Firstly, medical insurance should not be tied to employment. It is nonsensical that if you become too ill to work then you can’t afford to get better.
Secondly, the modern American medical schedule makes no sense to most laypersons, and even to the majority of providers because at its very base, built in the seventies, is the phrase “usual and customary”. Insurance companies have negotiated on a fractional multiple of this for many contracts that are now close to half a century old. Every time the fraction decreases from the insurance company side, the provider increases the fee schedule, and in the end the desired result on both sides is a small increase. This is invisible to patients until they have to pay some proportion of the rate as part of a percentage copay, fixed deductible, or all of it if they have no discount at all. Both are much more recent developments within the last two decades. Undoing this contractual tangle is financially risky to any hospital or provider, and the insurers know it.
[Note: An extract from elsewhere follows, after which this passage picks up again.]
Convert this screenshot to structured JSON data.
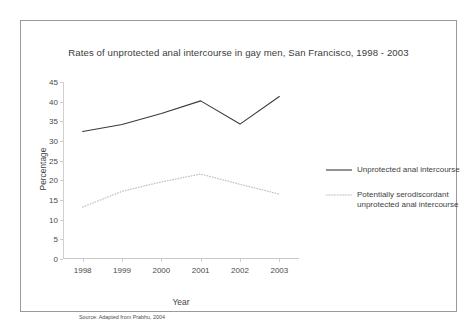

Thirdly, there has been a proliferation of wonderful but expensive medical technologies that have a lot of patient demand without a solid understanding of the true long term benefit. Except for individuals that are so financially secure as to functionally be completely self insured, most patients are part of some sort of insurance cost sharing pool, whereby any one high cost patient reduces the funds available to the rest of the pool. The easy solution is to raise rates in the following year, thus driving out some lower risk individuals, and decreasing the pool size while increasing pool risk.